Jatsko wrote: ↑06 Jan 2022 15:31
That raises a question: since I don't know anything about how running a server like this works - when you say "you have to keep the browser window open", does that mean there's a browser window open on a constantly running computer somewhere all the time to keep the forum running, or is that just for adding results to the search index?
The way interactions on the web work, generally speaking, is that
- The client request a page from the server,
- The server runs code to produce the page,
- The server sends the page to the client.
Since the forum is ran entirely as a web server, everything the forum does has to be contained within that basic framework. It's simple enough in the case of, say, displaying the front page of the forum. The client requests [
www.pastelland.net/forum] from the server, the server runs code (which in this case involves querying the database, which is a somewhat separate entity, for a list of forums, their number of posts, and so forth) to put together how the front page should look, and sends it back to the client.
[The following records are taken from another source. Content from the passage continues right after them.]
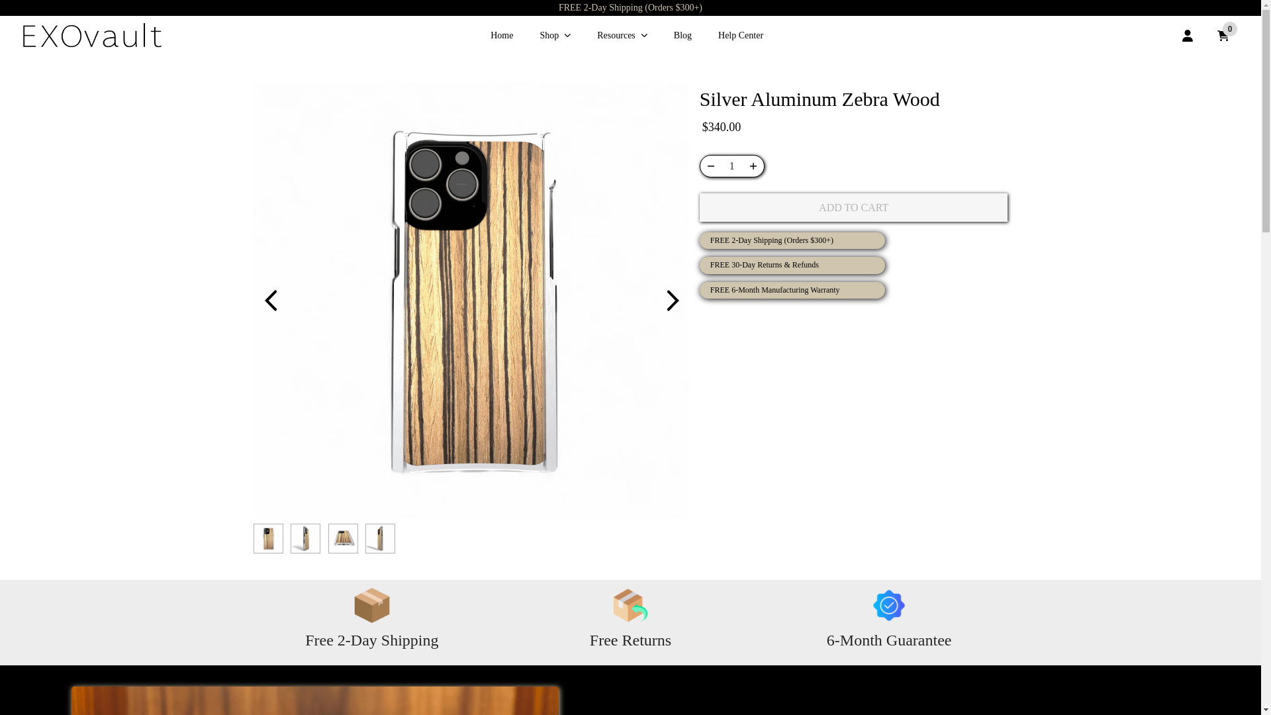  I want to click on Resources, so click(622, 36).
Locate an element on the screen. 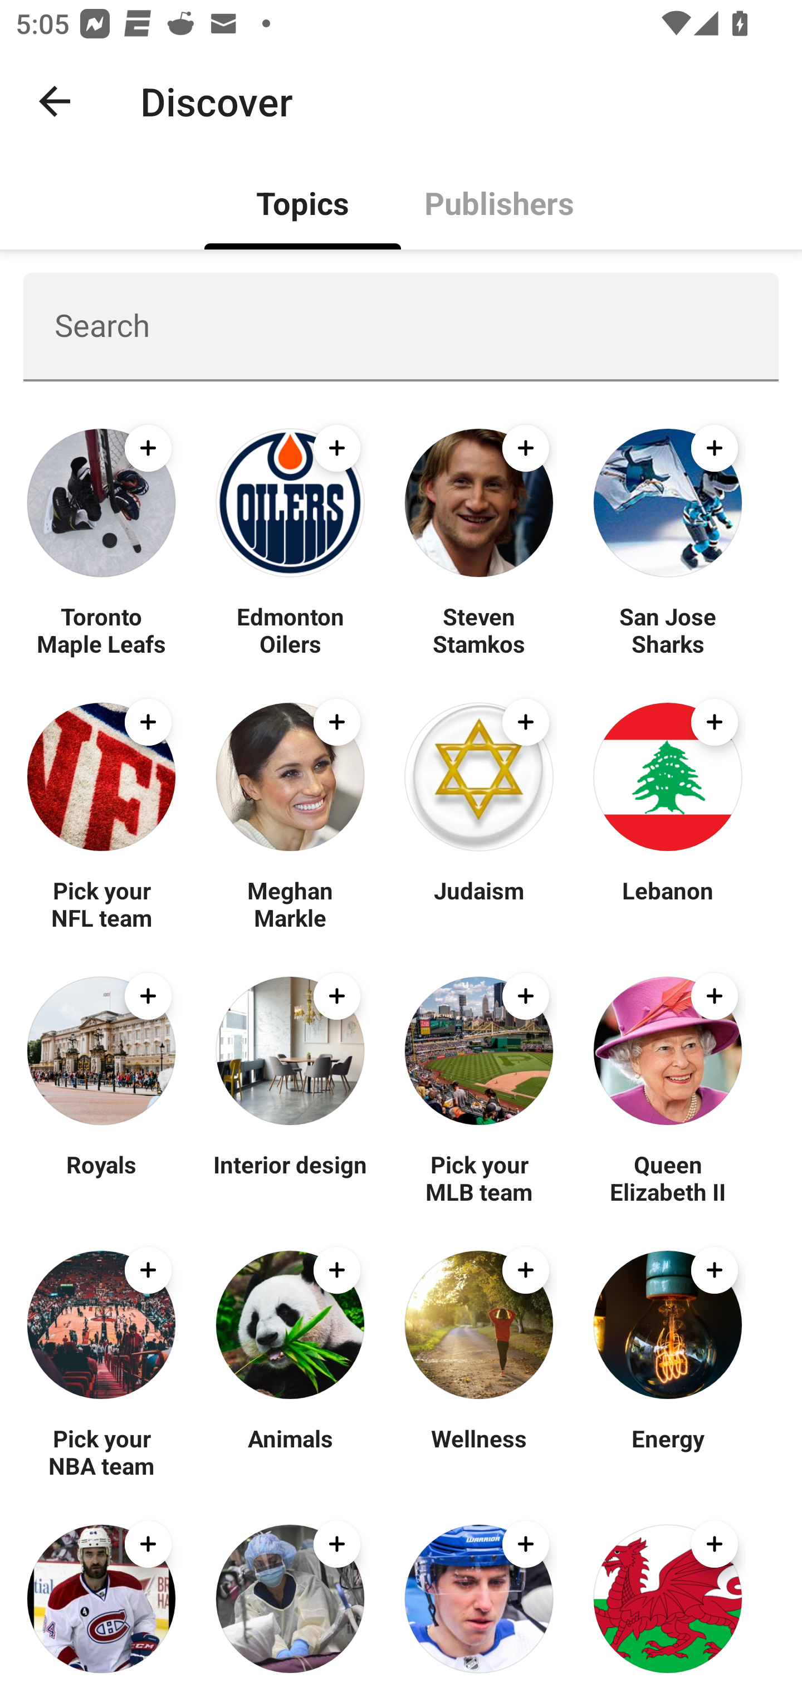  Animals is located at coordinates (290, 1451).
For posting to the forums the logic is similar. When the user presses "submit", what actually (roughly) happens is the user requests a page containing their post, with the text of the post submitted as part of the request. The server then, in order to serve that page, adds the post to the database, then serves the last page of the thread the post is in. However, this is already a bit of a hack, because other things need to happen when a post is submitted, including adding it to the search index and sending out email notifications, neither of which have anything to do with displaying the submitted post to the poster. Nevertheless, those things are all done as part of the process to display the submitted post for the first time, because it's a webserver and it can only ever do things when responding to a browser requesting a page.
This reaches an extreme when it comes to rebuilding the search index, which is a long and time-consuming bulk operation. Ideally you would just press a button and it would keep running, but it can only do things as part of responding to requests for webpages, and if the client has to wait too long for a page the request will simply time out. The solution, therefore, is to have a page that, each time it's requested, the server rebuilds a tony bit of the search index as part of "putting together" the page. The page then contains a bit of code telling the browser to request the page again, causing the server to index some posts, and so forth repeatedly. Close the browser and there's no longer anything to keep requesting the page, meaning the indexing process stops.
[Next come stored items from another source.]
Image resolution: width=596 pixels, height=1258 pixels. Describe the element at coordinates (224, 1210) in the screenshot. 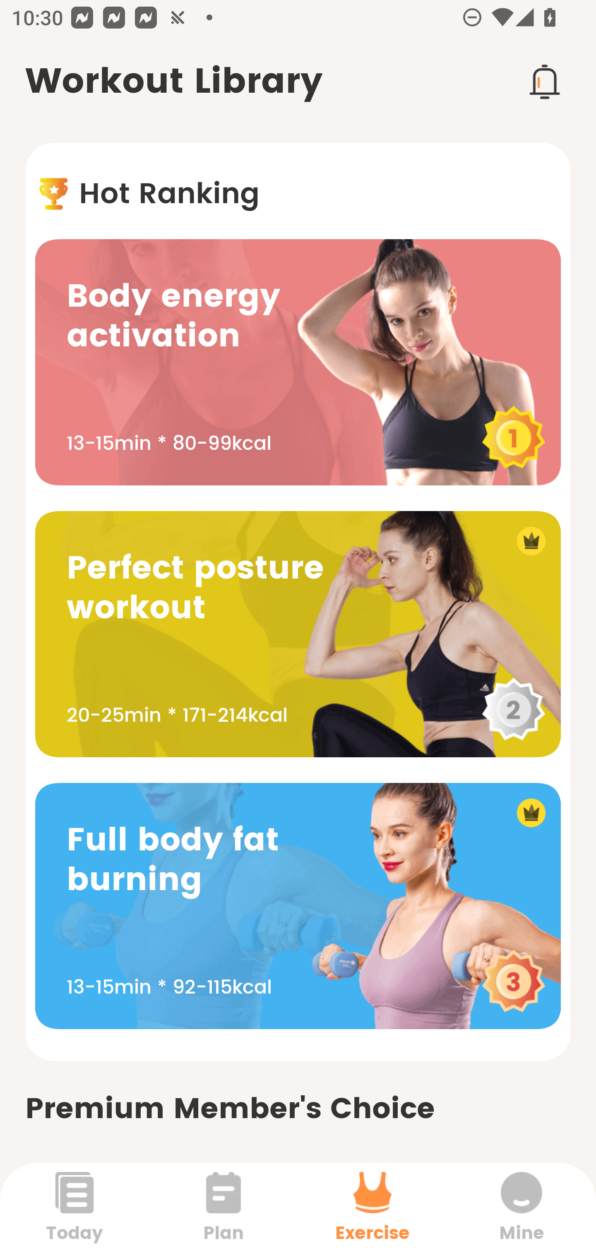

I see `Plan` at that location.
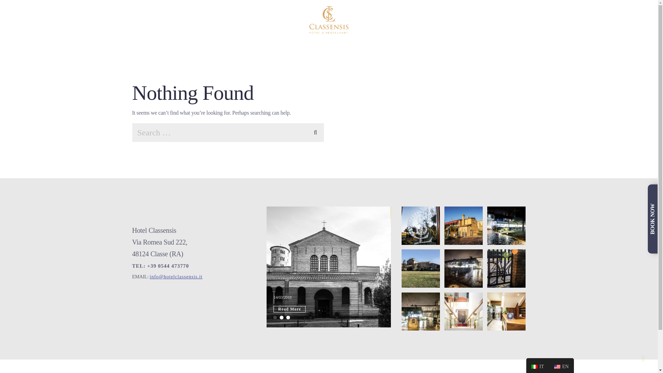  I want to click on OFFERS, so click(280, 20).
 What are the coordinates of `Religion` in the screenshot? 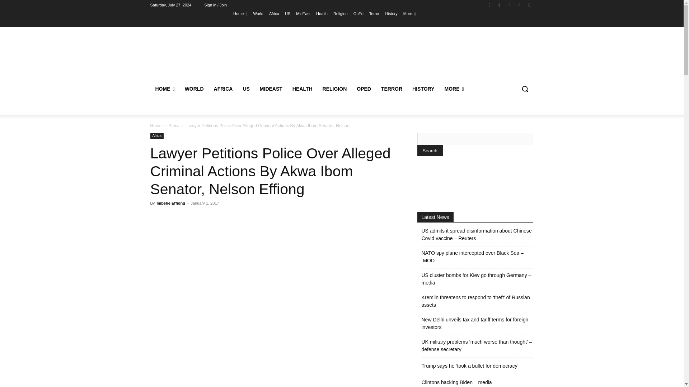 It's located at (340, 13).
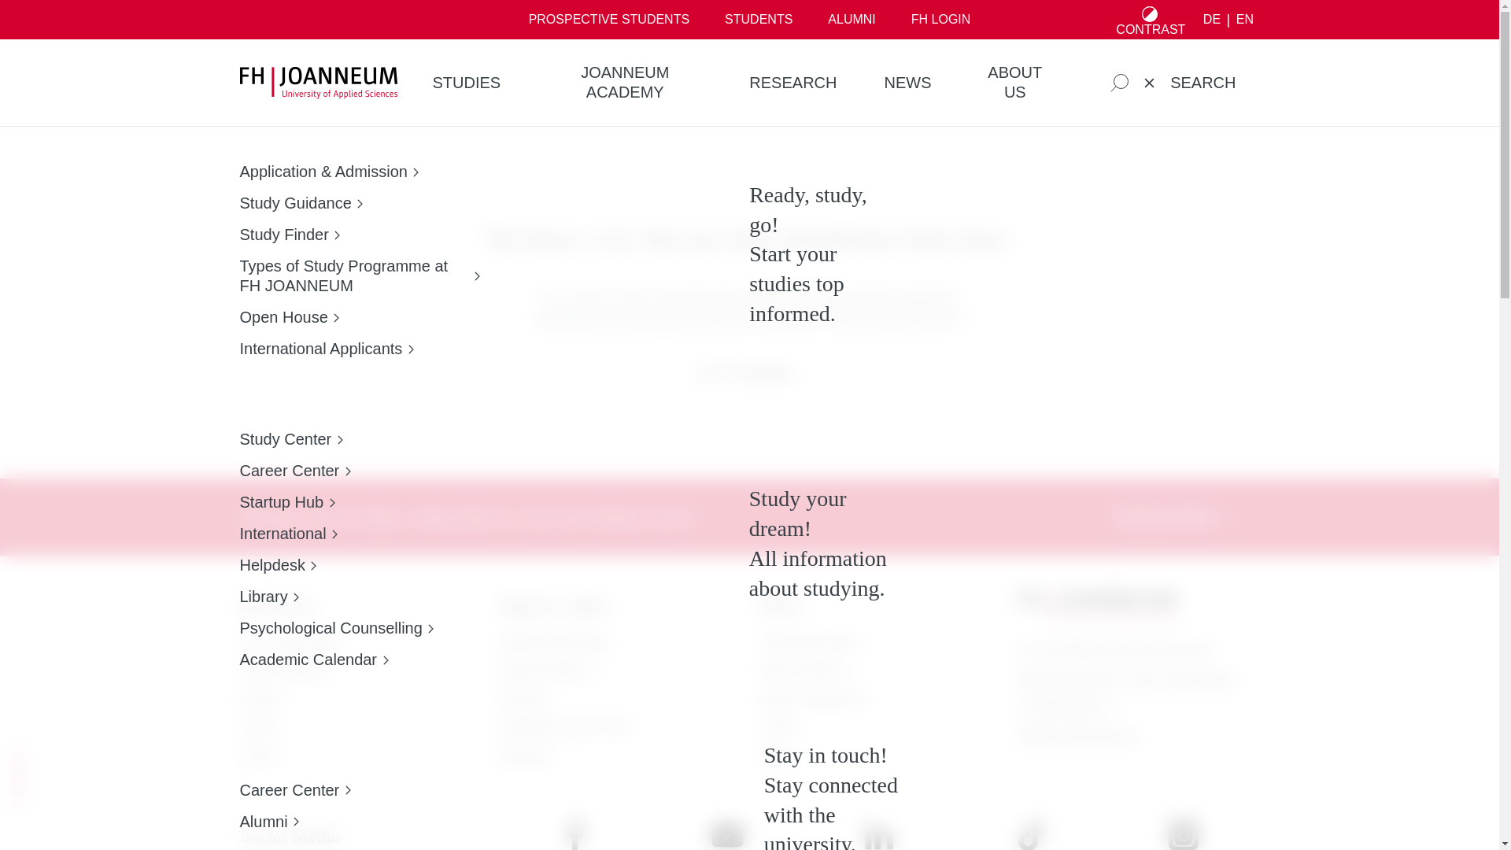 This screenshot has width=1511, height=850. I want to click on EN, so click(1244, 20).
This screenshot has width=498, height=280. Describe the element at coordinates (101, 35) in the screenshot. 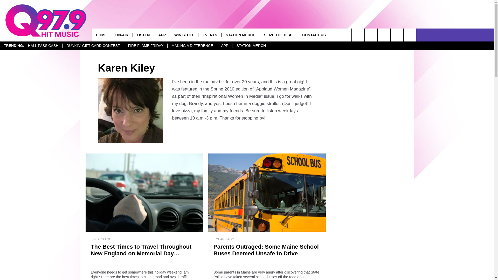

I see `HOME` at that location.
This is obviously a total hack, but
as I understand it at the moment it's the sort of thing webservers need to to get around their limitations. Since I have full control of the server the forum runs on, I could install something which runs code outside of the "page request"->"page preparation"->"response" loop, but most forum admins don't have that sort of control - Mateusz probably did not, AK most certainly did not - meaning nothing in phpBB can be built expecting that to be available.
Meet the new boss, same as the old boss, if the old boss had been an octahedron, which they weren't.